For photographers, it's sometimes difficult to keep both the foreground and background of an image in focus. Focusing somewhere between the two can ensure that neither is blurry; but neither will be particularly sharp, either. On Friday, at the IEEE Conference on Computer Vision in Kyoto, Japan, members of the MIT Graphics Group will show that combining several low-quality exposures with different focal depths can yield a sharper photo than a single, higher-quality exposure.

Given enough time, a digital camera could take a dozen well-exposed photos, and software could stitch them into a perfectly focused composite. But if the scene is changing, or if the photographer is trying to hold the camera steady by hand, there may not be time for a dozen photos. When time is short, says postdoc Sam Hasinoff, lead author on the paper, "there's a trade-off between blur, on the one hand ? not having an image which is in focus ? and noise, on the other. If you take an image really fast, it's really dark; it's not going to be of high quality."

Hasinoff, MIT professors Fredo Durand and William Freeman, and Kiriakos Kutulakos of the University of Toronto devised a mathematical model that determines how many exposures will yield the sharpest image given a time limit, a focal distance, and a light-meter reading.

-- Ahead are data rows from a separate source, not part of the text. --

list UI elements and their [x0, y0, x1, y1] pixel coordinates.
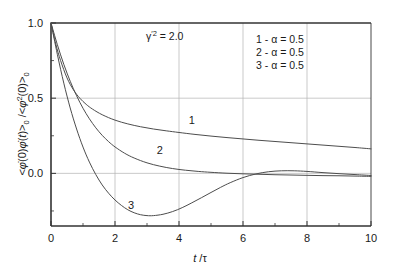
x-tick-label: 6	[240, 232, 246, 244]
x-axis-title: t /τ	[193, 252, 207, 264]
x-tick-label: 0	[48, 232, 54, 244]
curve-tag-2: 2	[157, 144, 163, 156]
y-arg-3: (0)>	[16, 77, 28, 97]
legend: 1 - α = 0.5 2 - α = 0.5 3 - α = 0.5	[256, 33, 304, 71]
y-tick-label: 0.5	[28, 92, 43, 104]
legend-entry-2: 2 - α = 0.5	[256, 46, 304, 58]
x-tick-label: 4	[176, 232, 182, 244]
gamma-value: = 2.0	[157, 30, 184, 42]
x-tick-label: 2	[112, 232, 118, 244]
x-axis-tau: τ	[202, 252, 207, 264]
curve-tag-1: 1	[189, 114, 195, 126]
velocity-autocorrelation-chart: 0246810 0.00.51.0 123 γ′2 = 2.0 1 - α = …	[0, 0, 394, 274]
y-tick-label: 1.0	[28, 17, 43, 29]
x-tick-label: 8	[304, 232, 310, 244]
x-tick-label: 10	[365, 232, 377, 244]
y-subzero-2: 0	[22, 72, 31, 76]
y-arg-1: (0)	[16, 149, 28, 162]
y-tick-label: 0.0	[28, 167, 43, 179]
chart-background	[0, 0, 394, 274]
y-close-1: )>	[16, 125, 28, 135]
curve-tag-3: 3	[128, 199, 134, 211]
chart-figure: 0246810 0.00.51.0 123 γ′2 = 2.0 1 - α = …	[0, 0, 394, 274]
legend-entry-3: 3 - α = 0.5	[256, 59, 304, 71]
legend-entry-1: 1 - α = 0.5	[256, 33, 304, 45]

Hasinoff says that experiments in the lab, where the number and duration of digital-camera exposures were controlled by laptop, bore out the model's predictions.

A digital camera could easily store a table that specifies the ideal number of exposures for any set of circumstances, Hasinoff says, and the camera could have a distinct operational setting that invokes the table. The multiple-exposure approach, he says, offers particular advantages in low light or when the scene covers a large range of distances.

For the time being, however, the technique is limited by the speed of camera sensors. Today's fastest consumer cameras can capture about 60 images in a second, Hasinoff says. If the MIT researchers' model determined that, under certain conditions, the ideal number of exposures in a tenth of a second would be eight, the fastest cameras could manage only six. "But there's still a big gain to be had," Hasinoff says.